Social Security Benefits Denied To Same-Sex Couples, Costing Thousands: Report

The Lame Reason A Retired Man Is Denied $1,100 Per Month

For Marvin Burrows, the grief of losing his partner in 2005 was quickly followed by a different emotion: devastation as his financial life crumbled around him. He lost his home, his pets and even his furniture when he was forced to downsize. All for the simple reason that he is gay.

Burrows and his partner Bill Swenor were married in 2004 in San Francisco. They were together for more than 50 years. But unlike most other married couples in the United States, Burrows has not been eligible to collect any of his spouse's Social Security benefits because of a federal law that does not recognize gay marriage.

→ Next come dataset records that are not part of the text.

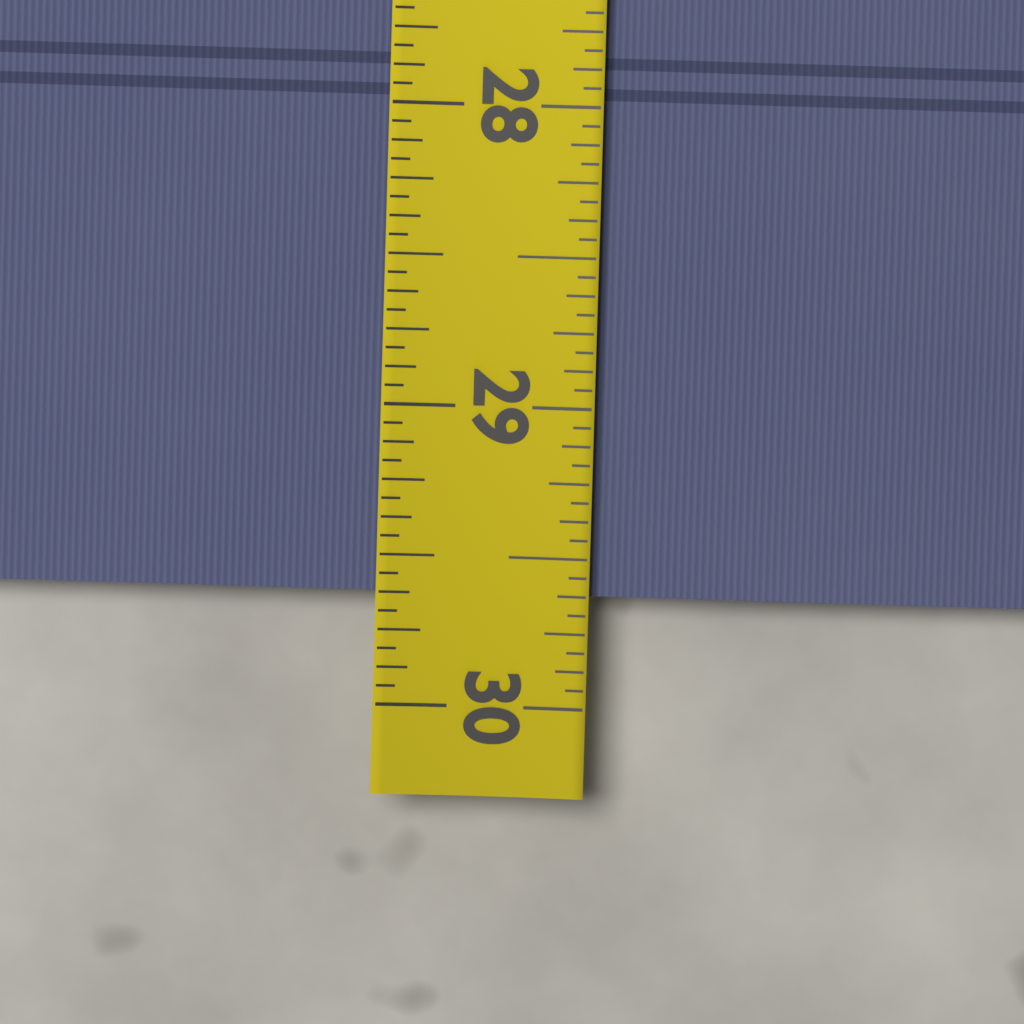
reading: 29.6250 (no unit)
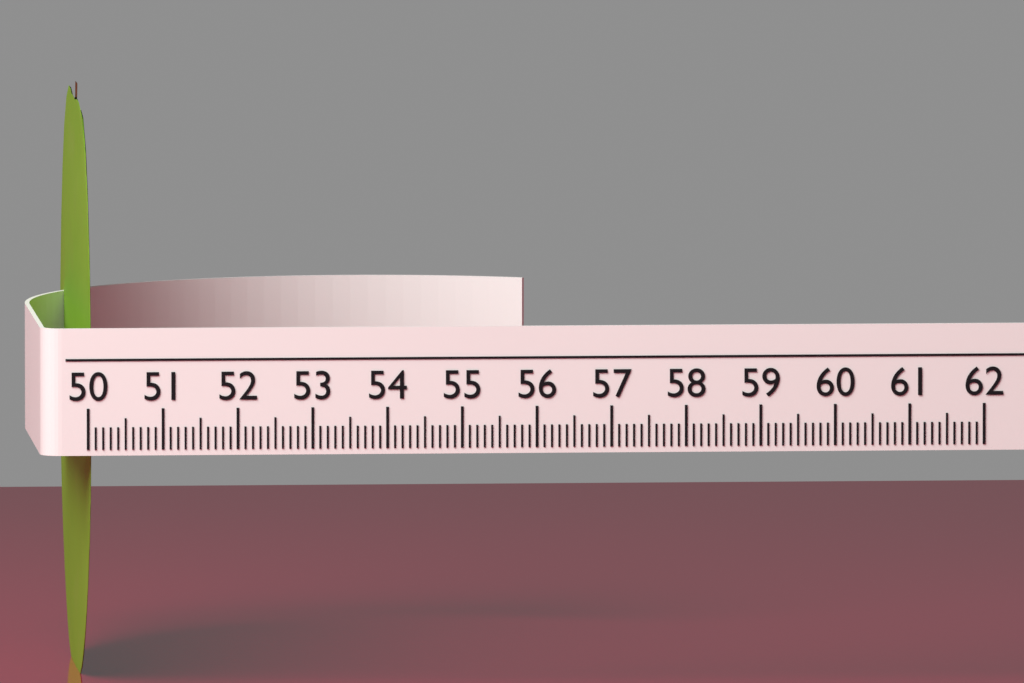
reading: 50.1 (no unit)
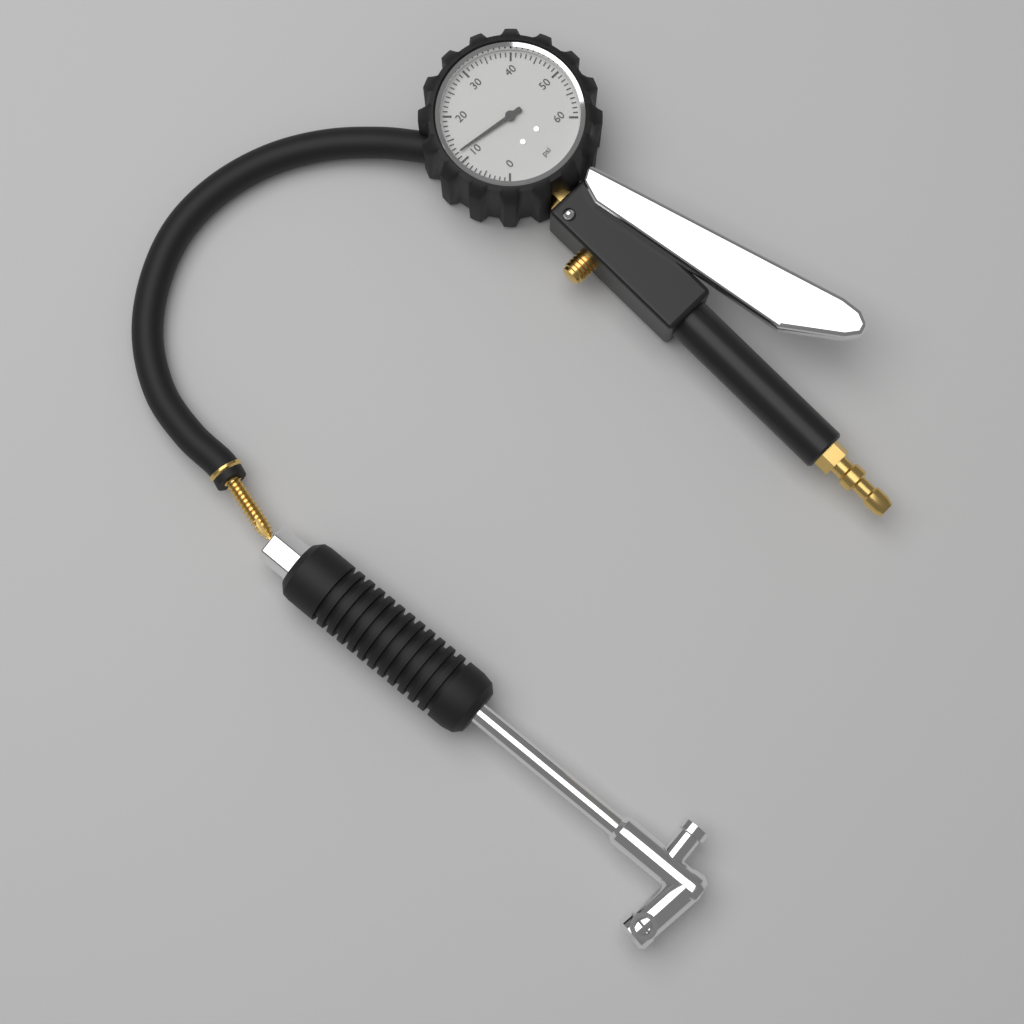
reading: 12 psi
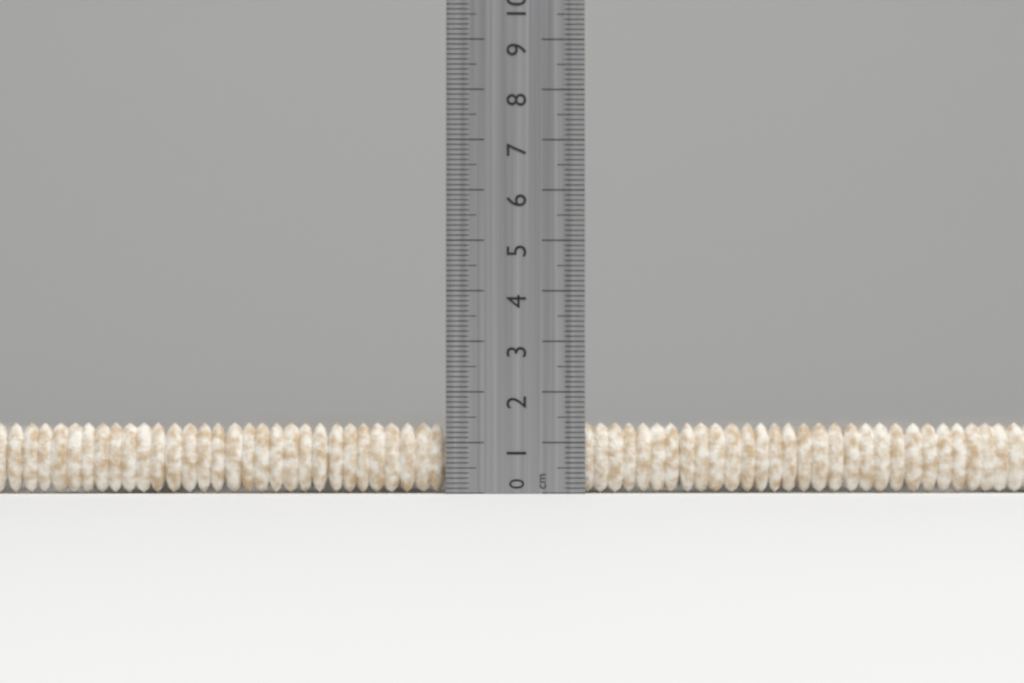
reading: 1.4 cm
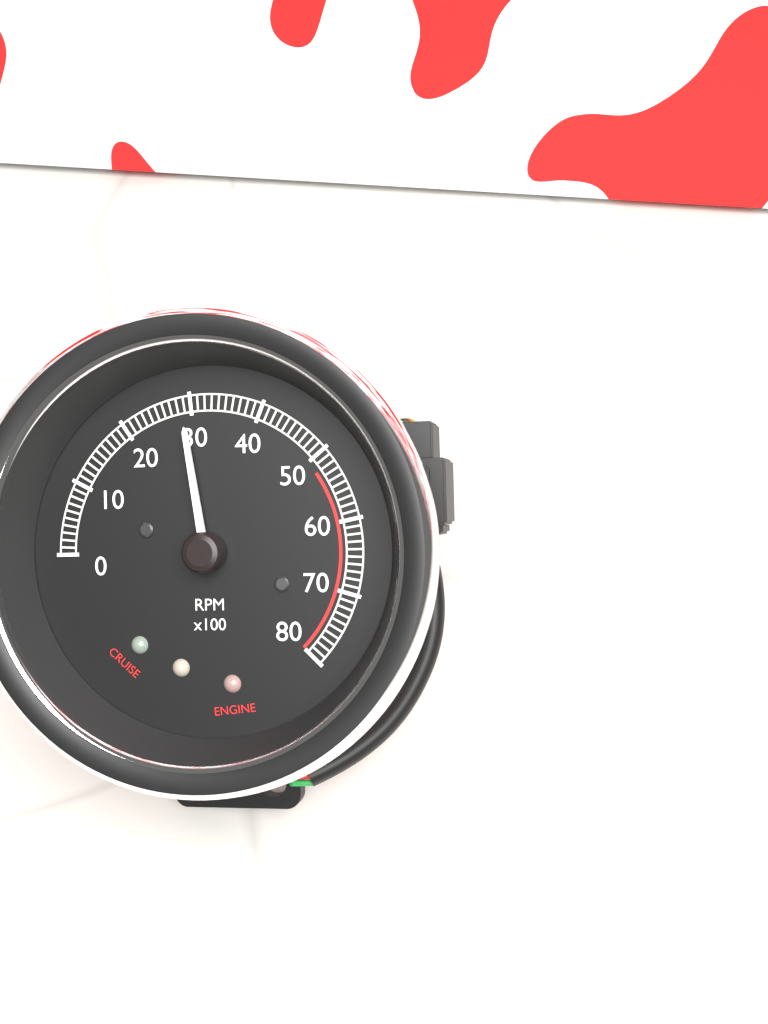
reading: 2900 RPM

For the 77-year-old retired shoe salesman, that amounts to around $1,100 per month that he cannot collect, he said, and is income that would have been crucial to keeping his home eight years ago.

For gays and lesbians who have lost their spouse, the inability to collect Social Security survivor benefits highlights just one of the many ways in which gay married couples are treated differently than their heterosexual counterparts under federal law, same-sex marriage advocates say. In opposite-sex couples who have been married for a certain length of time, survivors are entitled to collect an amount equal to the deceased’s benefits.

On average, the surviving spouse in a same-sex union is denied an average of $1,184 in monthly survivor benefits, according to a new report released last week from Human Rights Campaign and the National Committee to Preserve Social Security & Medicare.

With his own Social Security and some income from his deceased husband's company pension, Burrows now lives on a monthly income of less than $1,900 per month. To reduce costs, he lives with a roommate in Hayward, Calif., a suburb of San Francisco.

Yet living on fixed income in the age of booming medical costs is not easy. Hospital bills, Burrows said, are the hardest to pay. When he goes for heart surgery next week, he is still unsure where the money will come from to pay for his operation. "I will have to ask [the hospital] for financial assistance," he said in a recent conversation with The Huffington Post.

Without Social Security benefits, it is estimated that half of all Americans over the age of 65 would be living below the poverty line, according to the new report. "The denial of Social Security benefits to same-sex partners and their children places this already vulnerable population at even higher risk for poverty," the report states.

Gay marriage advocates are urging Congress to amend the Social Security Act so that same-sex couples are able to collect the same spousal benefits that their straight counterparts can collect. The push comes as the Supreme Court will consider gay marriage in two cases this month, including a challenge to the Defense of Marriage Act, the federal law that is behind many of these financial roadblocks for married gay and lesbian couples. The court is expected to rule in the cases by June.

But even as same-sex marriage advocates tend to focus the financial challenges of the law, a new ruling recognizing same-sex marriage at the federal level could have a financial downside for top-earning same-sex married couples: Higher taxes.

In same-sex couples where both individuals are making salaries of $400,000 a year or more, a Supreme Court decision changing the legality of gay marriage could mean thousands of dollars in higher taxes, Bloomberg reported.